Satellite Bandwidth
Understanding Satellite Bandwidth
Satellite bandwidth is the fundamental resource that satellite operators sell. Unlike terrestrial networks where bandwidth can be added by deploying more base stations, satellite bandwidth is fixed at launch (though modern digital payloads can reconfigure allocation). The total bandwidth available to a satellite is determined by its frequency allocation from the ITU, the number and width of transponders, and the frequency reuse scheme.
The data throughput from a given bandwidth depends on spectral efficiency, which is determined by the modulation and coding scheme. DVB-S2X with 256-APSK and 9/10 coding rate achieves approximately 5 bps/Hz, meaning a 36 MHz transponder can carry ~150 Mbps. With QPSK 1/2 (robust, for small terminals or rain fade), the same transponder carries only ~30 Mbps. Adaptive coding and modulation (ACM) dynamically adjusts to maximize throughput under varying link conditions.
Transponder Capacity
Data Rate = BW × SE × (1 − roll-off) × (1 − OH)
36 MHz, DVB-S2X 32APSK 3/4: ~100 Mbps
500 MHz, DVB-S2X 256APSK 9/10: ~2 Gbps
Total Satellite Capacity:
Ctotal = Nbeams × BWper beam × SE × Rreuse
HTS example: 100 beams × 500 MHz × 3 bps/Hz × 20
= 100+ Gbps aggregate
Pricing (approximate):
C-band: $2K-5K/MHz/month
Ku-band: $3K-8K/MHz/month
Ka-band HTS: $500-2K/MHz/month
Satellite Band Comparison
| Band | Transponder BW | Total Allocation | Typical Capacity | Rain Fade |
|---|---|---|---|---|
| C-band | 36 MHz | 500 MHz | 1-3 Gbps | Minimal |
| Ku-band | 36-72 MHz | 500-1000 MHz | 2-5 Gbps | Moderate |
| Ka-band | 125-500 MHz | 3.5 GHz | 20-100+ Gbps | Significant |
| V-band | 250-1000 MHz | 5+ GHz | 100+ Gbps | Severe |
Frequently Asked Questions
What determines transponder bandwidth?
On-board filters and ITU frequency plan. C-band: 36 MHz (500 MHz / ~12 transponders). Ku: 36 to 72 MHz. Ka HTS: 125 to 500 MHz. 36 MHz supports ~30 Msps, enabling 45 to 90 Mbps with DVB-S2/S2X.
HTS vs. conventional?
10 to 100x more capacity through frequency reuse + wider transponders. Conventional Ku: ~2 GHz, 2 to 5 Gbps. HTS Ka: 100 beams × 500 MHz × 20x reuse = 100+ Gbps. Viasat-3: 1 Tbps target with 1000+ spot beams.
How is satellite bandwidth priced?
Per MHz/month. C-band: $2K to 5K. Ku: $3K to 8K. Ka HTS: $500 to 2K (lower per-MHz due to capacity). 36 MHz Ku transponder: ~$100K to 300K/month. LEO constellations disrupting traditional pricing.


# EXERCISE OBJECTIVE
In the entries below, find each line with the string "revenue" and copy it.
+++ GIVEN RECORDS +++
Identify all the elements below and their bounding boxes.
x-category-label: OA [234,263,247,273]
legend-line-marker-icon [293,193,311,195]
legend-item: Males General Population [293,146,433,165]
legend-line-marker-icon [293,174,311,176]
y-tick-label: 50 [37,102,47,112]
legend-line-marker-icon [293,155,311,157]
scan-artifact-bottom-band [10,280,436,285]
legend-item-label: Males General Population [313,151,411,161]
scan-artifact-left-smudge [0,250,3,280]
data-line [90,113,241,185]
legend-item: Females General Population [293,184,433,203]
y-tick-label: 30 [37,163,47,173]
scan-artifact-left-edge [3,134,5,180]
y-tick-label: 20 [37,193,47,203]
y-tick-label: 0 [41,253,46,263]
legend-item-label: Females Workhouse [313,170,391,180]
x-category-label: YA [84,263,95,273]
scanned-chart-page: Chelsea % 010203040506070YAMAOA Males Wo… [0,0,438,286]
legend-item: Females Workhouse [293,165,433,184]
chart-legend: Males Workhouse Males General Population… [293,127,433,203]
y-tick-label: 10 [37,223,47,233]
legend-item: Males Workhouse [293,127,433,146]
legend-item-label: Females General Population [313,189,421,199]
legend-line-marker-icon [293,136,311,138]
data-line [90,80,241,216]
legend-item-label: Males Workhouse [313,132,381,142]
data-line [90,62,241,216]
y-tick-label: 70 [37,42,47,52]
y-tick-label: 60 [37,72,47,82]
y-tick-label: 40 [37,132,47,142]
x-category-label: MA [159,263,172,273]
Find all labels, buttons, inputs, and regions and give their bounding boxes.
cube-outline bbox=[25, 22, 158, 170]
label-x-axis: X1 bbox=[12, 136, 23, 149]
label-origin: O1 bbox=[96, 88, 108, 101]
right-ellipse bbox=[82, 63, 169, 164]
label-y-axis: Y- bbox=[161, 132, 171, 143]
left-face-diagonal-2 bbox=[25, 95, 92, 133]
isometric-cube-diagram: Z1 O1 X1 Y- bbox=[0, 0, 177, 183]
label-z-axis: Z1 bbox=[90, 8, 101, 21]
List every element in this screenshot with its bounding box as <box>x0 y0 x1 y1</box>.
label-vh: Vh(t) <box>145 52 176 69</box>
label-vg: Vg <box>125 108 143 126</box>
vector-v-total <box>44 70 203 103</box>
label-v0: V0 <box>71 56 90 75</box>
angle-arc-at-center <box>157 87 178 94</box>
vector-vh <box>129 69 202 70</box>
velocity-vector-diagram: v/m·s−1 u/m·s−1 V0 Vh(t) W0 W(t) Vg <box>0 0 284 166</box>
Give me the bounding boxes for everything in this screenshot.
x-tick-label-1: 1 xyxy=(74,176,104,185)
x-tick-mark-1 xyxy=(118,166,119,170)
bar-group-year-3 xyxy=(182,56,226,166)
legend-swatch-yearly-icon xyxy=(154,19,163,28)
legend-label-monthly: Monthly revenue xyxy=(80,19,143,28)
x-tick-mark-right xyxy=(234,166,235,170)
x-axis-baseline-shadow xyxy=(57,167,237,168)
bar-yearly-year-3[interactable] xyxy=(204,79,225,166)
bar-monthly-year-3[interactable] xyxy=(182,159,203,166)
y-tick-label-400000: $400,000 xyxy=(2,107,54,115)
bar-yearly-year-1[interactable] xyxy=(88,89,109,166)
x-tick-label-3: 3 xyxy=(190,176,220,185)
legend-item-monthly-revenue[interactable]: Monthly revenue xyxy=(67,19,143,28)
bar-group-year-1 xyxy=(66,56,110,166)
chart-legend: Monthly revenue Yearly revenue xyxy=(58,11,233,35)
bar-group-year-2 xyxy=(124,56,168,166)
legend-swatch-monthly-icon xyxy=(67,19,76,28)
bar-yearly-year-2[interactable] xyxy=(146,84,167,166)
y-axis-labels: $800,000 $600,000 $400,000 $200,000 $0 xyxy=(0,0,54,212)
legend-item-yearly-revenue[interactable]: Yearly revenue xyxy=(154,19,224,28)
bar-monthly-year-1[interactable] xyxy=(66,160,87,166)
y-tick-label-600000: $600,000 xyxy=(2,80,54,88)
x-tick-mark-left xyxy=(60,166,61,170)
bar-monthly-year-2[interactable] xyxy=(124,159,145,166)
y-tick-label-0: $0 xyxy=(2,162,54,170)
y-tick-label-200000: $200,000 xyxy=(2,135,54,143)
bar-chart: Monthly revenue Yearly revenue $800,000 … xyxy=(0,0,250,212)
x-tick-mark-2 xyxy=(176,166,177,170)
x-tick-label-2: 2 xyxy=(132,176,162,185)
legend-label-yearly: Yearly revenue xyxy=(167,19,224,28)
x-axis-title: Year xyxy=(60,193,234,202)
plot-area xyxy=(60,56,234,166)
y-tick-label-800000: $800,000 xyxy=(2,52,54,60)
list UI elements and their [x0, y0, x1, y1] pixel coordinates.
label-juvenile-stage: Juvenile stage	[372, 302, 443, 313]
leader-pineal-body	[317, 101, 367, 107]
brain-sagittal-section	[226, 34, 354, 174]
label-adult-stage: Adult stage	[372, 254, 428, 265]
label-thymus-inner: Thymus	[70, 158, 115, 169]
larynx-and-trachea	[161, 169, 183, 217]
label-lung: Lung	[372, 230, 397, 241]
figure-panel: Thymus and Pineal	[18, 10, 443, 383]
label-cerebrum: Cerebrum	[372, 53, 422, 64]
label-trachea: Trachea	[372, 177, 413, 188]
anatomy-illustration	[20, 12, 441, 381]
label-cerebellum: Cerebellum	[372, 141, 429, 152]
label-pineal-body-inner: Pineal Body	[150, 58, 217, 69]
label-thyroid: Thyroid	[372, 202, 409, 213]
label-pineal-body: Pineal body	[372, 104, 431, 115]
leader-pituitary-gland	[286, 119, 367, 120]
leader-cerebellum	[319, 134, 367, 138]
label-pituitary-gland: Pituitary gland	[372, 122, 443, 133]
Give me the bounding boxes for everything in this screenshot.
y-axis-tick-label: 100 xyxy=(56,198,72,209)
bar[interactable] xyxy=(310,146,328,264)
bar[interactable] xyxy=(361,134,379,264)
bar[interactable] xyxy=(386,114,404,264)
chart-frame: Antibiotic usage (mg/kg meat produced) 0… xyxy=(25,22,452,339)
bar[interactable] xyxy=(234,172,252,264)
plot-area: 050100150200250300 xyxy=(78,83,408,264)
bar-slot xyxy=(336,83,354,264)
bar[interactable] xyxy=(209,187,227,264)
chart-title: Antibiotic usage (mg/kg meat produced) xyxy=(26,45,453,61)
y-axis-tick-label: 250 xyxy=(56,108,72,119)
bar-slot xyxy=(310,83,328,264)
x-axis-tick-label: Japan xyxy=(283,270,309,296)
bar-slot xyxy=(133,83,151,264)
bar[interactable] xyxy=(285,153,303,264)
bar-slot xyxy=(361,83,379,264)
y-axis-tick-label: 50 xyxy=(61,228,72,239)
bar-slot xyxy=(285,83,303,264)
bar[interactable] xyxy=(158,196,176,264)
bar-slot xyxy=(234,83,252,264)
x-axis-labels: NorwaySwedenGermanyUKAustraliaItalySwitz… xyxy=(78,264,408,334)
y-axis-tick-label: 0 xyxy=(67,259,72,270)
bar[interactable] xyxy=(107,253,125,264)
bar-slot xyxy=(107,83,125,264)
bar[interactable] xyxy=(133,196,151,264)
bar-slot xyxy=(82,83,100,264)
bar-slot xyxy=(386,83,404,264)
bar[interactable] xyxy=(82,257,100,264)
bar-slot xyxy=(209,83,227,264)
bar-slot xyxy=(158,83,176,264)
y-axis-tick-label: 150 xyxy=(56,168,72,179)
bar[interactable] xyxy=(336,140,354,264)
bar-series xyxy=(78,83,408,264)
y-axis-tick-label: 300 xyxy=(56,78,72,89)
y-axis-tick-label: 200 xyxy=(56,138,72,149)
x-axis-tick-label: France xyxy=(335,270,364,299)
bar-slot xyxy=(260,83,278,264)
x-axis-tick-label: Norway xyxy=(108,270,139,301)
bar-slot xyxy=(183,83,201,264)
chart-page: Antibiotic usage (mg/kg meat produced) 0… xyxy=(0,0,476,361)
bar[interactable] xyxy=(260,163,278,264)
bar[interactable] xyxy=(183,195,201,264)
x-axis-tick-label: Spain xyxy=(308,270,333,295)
+++
# EXERCISE SOLUTION
legend-label-monthly: Monthly revenue xyxy=(80,19,143,28)
legend-item-monthly-revenue[interactable]: Monthly revenue xyxy=(67,19,143,28)
chart-legend: Monthly revenue Yearly revenue xyxy=(58,11,233,35)
legend-item-yearly-revenue[interactable]: Yearly revenue xyxy=(154,19,224,28)
bar-chart: Monthly revenue Yearly revenue $800,000 … xyxy=(0,0,250,212)
legend-label-yearly: Yearly revenue xyxy=(167,19,224,28)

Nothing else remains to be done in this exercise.